Southeast troll on target for Chinook
Joe Viechnicki, KFSK – Petersburg
Southeast’s commercial troll fishing fleet looks to be right on target for it’s king salmon catch from a five-day opening early this month.

Dead whales turn up in Cook Inlet
Emily Schwing, KBBI – Homer
At least three dead whales turned up in the Lower Cook Inlet area over the weekend.  Scientists with the North Gulf Oceanic Society (NGOS) were unavailable for official comment, but they did confirm the whales had been killed by transient killer whales within the last few days.

Stategic energy summit concludes in Fairbanks
Dan Bross, KUAC – Fairbanks
Local, state and federal officials participated in a 2-day Strategic Energy summit in Fairbanks over the weekend. The focus of the meetings was a synthetic fuel project being pursued by the Fairbanks North Star Borough.

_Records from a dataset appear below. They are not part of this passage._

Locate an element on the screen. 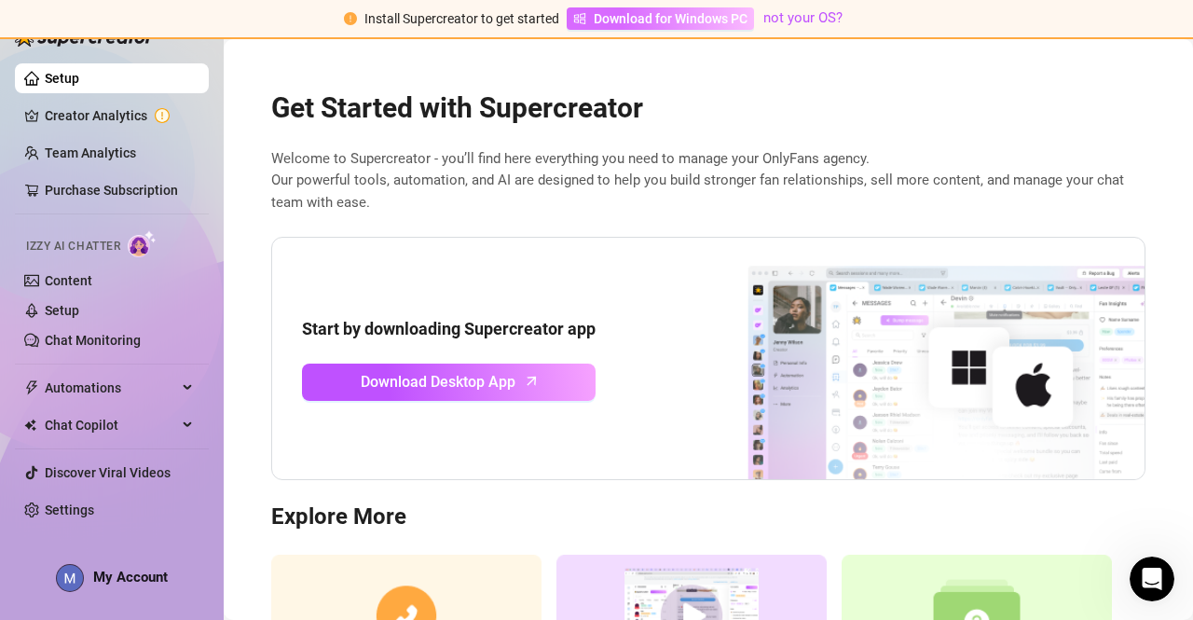 Image resolution: width=1193 pixels, height=620 pixels. strong: Start by downloading Supercreator app is located at coordinates (448, 328).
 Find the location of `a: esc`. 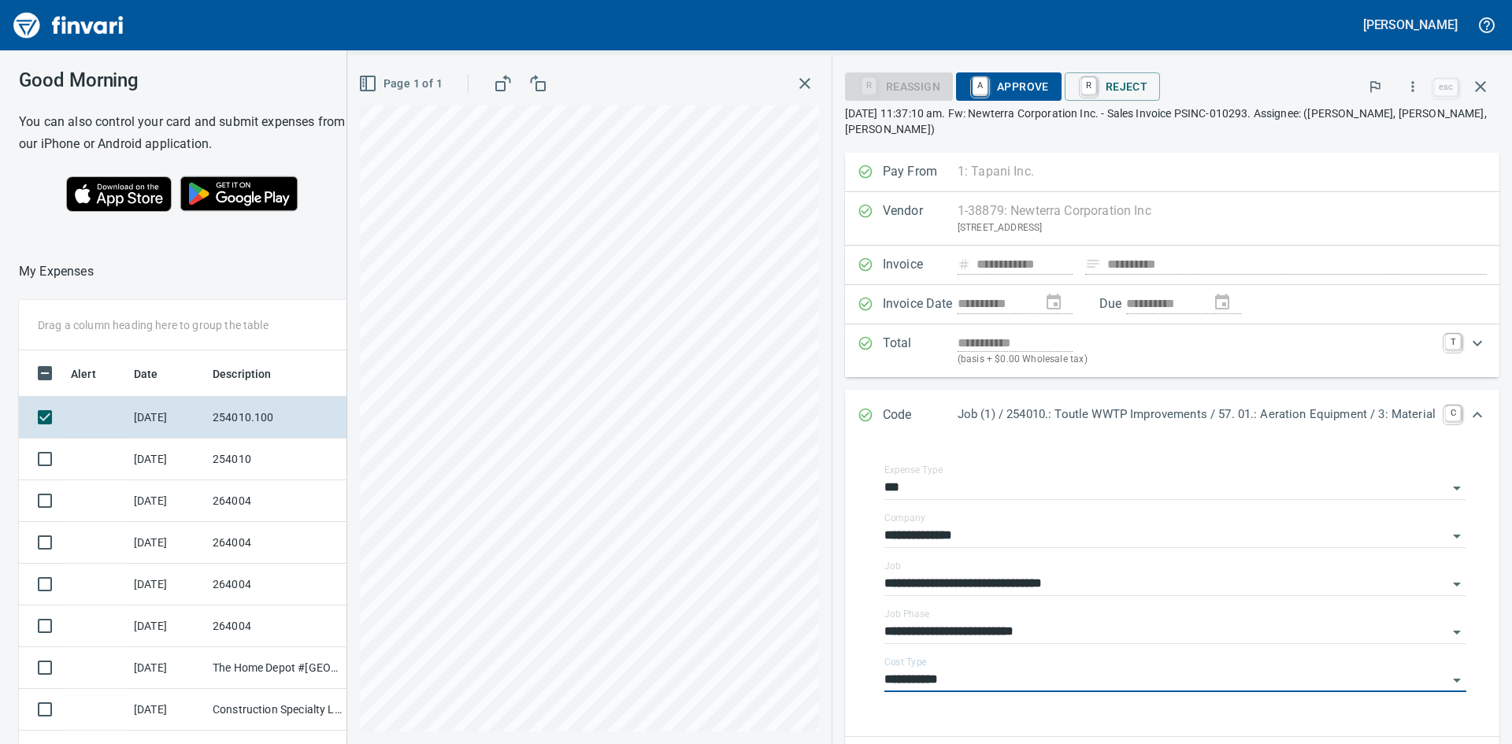

a: esc is located at coordinates (1446, 87).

The proposed facility would turn local coal, and potentially biomass, into a synthetic diesel for heating, transportation and electricity generation.

Search for entangled Humpback underway in Icy Strait
John Ryan, KTOO – Juneau
Rangers and entanglement specialists from Glacier Bay National Park are out on Icy Strait looking for a humpback whale tangled in a fishing net.

Alaska Railroad Freight Shed to be restored as historical landmark
Len Anderson, KSKA – Anchorage
The Oscar Anderson House, Kimball’s store, the Anchorage Hotel, and the Fourth Avenue Theater are some downtown survivors of the city’s past.  Soon a new, old timer will join their ranks–the Alaska Railroad Freight Shed.

Fairbanks home sales remain strong
Dan Bross, KUAC – Fairbanks
Fairbanks area home sales remain strong despite the national real estate downturn.  Statistics released by the Greater Fairbanks Board of Realtors show only a modest dip in sales during the first and second quarters of this year.  More than 4-hundred homes sold in the Fairbanks area during the first 2 quarters.

Russian ham radio team heads to the Aleutians
Anne Hillman, KIAL – Unalaska
A team of Russians are setting up an amateur radio outpost on an uninhabited Aleutian Island.

GCI lays cable to connect 5 towns in southeast
Joe Viechnicki, KFSK – Petersburg
Mariners in Southern Southeast will see a barge laying fiber optic cable between Ketchikan and Wrangell this week. It’s part of GCI’s $30 million project to connect five southeast towns to the company’s cable link with the lower 48.

Dipnetting on the Kenai reached its peak over the weekend
Emily Schwing, KBBI – Homer
Dipnetters lined the shores of the Kenia River this weekend as the subsistence fishery peaked.